Of course, the standard answer to the above question is, “It depends.” And that’s true. A story point is an arbitrary unit of measure that represents the amount of complexity, effort, and uncertainty in a bit of work. What a single point means can vary from team to team. However, once a team settles on what one point represents, that remains fixed. So far, so good.

When I was first introduced to agile, my team was defining story points in terms of a loose relationship with time. They were doing so because they were a team that was newly introduced to agile, having embraced it in the middle of a thoroughly waterfall culture. They were in uncharted waters, pardon the pun. I don’t fault them for using time as their scale. It’s by far the easiest way to quantify a story point for someone who is new to them. The problem, as I see it, is that they were doing so in a way that didn’t scale.

Their metric for one point was one developer for one day. Sounds reasonable. But, their metric for a 13 point story, the biggest that they would accept in a sprint, was two developers for the entire sprint. The problem here is that the math doesn’t work out. When I raised this concern with the team, there were mixed responses. Some people thought it made sense, others said something to the effect of, “I’m not sure story points scale like that.” I did some Googling around, but found that sources were divided just as evenly as my team. However, as time went on, I became more and more certain that I was right. Our velocity was all over the place. We couldn’t finish our commitments in one sprint, but the next we would finish our work before the sprint was half over.

Initially, as we were dealing with this instability, I was a developer on the team. I eventually took over as scrum master. At that time, the product owner was becoming frustrated by our unstable velocity. He couldn’t predict anything. His cone of uncertainty was enormous. I recognized that the problem was twofold: points that don’t scale and stories that are too large.

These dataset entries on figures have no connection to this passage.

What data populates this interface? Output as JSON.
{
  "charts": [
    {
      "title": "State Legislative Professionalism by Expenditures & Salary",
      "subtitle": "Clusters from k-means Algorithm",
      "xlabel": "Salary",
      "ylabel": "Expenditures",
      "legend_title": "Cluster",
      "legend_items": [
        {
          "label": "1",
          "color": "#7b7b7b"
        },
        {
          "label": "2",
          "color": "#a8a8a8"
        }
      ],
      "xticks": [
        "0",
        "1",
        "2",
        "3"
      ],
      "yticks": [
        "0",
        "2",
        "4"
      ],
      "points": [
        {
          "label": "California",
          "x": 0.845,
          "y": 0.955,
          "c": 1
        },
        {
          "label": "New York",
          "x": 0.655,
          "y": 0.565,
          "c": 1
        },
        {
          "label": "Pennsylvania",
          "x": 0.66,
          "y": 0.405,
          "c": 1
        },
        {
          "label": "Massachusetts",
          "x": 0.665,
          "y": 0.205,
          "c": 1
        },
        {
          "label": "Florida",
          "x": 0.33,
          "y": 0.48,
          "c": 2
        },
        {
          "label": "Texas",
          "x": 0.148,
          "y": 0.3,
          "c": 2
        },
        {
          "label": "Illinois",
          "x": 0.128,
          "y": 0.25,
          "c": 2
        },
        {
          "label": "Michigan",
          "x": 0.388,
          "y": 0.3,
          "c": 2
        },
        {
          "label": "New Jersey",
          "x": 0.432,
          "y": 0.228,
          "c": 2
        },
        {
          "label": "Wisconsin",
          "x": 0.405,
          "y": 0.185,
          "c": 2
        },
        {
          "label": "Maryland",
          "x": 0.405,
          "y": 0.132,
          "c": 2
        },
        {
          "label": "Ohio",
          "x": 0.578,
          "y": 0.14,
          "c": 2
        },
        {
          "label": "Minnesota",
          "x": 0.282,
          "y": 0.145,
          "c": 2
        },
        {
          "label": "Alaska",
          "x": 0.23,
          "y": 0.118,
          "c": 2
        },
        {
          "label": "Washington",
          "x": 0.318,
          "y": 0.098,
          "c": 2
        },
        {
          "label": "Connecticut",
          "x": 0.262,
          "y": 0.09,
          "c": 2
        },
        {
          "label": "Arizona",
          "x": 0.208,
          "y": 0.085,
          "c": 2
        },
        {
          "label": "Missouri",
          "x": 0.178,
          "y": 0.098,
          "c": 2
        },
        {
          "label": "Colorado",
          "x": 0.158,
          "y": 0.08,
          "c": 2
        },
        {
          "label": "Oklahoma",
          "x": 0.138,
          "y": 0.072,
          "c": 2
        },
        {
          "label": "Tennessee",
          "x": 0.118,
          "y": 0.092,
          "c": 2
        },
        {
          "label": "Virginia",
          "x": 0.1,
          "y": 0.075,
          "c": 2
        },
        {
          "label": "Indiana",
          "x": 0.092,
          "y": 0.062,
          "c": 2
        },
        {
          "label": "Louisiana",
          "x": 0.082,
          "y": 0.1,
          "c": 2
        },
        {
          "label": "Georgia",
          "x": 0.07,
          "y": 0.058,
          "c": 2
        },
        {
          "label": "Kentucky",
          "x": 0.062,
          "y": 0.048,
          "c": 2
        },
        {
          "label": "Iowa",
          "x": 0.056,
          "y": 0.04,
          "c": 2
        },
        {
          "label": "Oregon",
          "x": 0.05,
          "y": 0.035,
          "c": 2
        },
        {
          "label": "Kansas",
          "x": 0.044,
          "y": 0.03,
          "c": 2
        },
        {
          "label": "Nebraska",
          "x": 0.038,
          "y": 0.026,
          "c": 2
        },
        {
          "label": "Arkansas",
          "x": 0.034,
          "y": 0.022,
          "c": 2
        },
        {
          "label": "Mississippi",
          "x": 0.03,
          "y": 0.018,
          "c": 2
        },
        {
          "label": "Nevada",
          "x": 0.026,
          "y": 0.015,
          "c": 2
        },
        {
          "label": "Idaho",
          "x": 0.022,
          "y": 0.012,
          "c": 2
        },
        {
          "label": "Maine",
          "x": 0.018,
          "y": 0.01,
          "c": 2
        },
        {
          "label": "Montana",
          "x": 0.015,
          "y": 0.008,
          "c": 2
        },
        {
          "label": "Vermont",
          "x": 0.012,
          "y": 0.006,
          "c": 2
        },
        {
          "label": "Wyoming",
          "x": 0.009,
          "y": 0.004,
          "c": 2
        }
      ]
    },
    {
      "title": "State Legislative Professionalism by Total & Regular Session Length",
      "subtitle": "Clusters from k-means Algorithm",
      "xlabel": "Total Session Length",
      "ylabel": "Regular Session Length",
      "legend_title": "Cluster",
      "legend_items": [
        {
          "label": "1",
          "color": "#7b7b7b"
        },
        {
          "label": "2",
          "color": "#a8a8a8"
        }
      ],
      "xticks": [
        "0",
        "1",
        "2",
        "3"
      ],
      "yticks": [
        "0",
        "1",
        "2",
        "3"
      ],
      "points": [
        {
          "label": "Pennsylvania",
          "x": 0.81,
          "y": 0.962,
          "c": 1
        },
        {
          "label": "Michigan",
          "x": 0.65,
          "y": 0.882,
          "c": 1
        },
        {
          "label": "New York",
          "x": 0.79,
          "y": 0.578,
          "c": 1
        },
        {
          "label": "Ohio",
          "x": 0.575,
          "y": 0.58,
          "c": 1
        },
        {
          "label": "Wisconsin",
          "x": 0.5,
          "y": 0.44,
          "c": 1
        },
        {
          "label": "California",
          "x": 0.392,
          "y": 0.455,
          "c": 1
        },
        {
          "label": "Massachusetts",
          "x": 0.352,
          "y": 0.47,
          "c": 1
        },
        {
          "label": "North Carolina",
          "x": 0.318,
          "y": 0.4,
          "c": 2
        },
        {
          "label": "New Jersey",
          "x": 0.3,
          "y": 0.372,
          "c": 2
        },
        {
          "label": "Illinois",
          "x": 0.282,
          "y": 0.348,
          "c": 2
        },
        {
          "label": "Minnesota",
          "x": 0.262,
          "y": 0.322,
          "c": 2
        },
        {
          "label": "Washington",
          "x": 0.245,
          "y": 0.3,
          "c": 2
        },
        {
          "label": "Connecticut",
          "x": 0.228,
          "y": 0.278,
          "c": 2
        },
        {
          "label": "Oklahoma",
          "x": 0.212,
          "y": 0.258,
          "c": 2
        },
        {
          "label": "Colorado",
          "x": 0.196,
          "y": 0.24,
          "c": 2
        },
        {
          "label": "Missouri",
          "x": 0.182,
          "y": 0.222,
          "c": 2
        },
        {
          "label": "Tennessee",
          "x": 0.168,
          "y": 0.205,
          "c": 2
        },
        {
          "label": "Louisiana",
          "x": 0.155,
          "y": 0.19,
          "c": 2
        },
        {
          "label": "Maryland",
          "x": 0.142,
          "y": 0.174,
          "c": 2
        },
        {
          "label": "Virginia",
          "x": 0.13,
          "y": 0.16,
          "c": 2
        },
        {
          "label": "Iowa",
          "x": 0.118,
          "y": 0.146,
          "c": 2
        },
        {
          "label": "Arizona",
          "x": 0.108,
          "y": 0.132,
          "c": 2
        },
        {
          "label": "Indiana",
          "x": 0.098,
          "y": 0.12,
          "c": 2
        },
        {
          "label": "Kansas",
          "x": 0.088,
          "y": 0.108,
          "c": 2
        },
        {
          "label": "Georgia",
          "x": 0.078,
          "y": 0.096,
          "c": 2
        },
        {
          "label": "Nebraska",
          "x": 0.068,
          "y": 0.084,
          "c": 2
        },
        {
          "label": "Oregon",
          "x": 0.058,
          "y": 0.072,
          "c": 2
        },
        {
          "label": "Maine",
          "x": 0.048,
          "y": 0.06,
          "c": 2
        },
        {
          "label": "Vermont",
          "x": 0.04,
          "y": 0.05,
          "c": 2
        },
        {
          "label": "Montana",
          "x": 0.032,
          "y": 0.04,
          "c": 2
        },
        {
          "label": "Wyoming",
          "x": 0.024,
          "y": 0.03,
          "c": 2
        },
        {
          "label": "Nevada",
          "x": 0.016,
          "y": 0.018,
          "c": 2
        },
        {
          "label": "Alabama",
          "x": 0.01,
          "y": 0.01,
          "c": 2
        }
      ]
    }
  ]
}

Since the team couldn’t settle on a scale for points, I started pushing the product owner to split stories smaller and smaller. We quickly got to where we rarely had a story that took more than a couple days. This had two benefits. The first was nothing surprising. Smaller stories are easier to estimate and, consequently, more accurate. The second was, as I see it, more interesting. Eliminating those larger stories had the unexpected side effect of making our points scale better. The scale was more and more skewed as stories got larger. By splitting those stories smaller, we invariably split a 13 point story into 20 points worth of smaller stories. Things began to stabilize.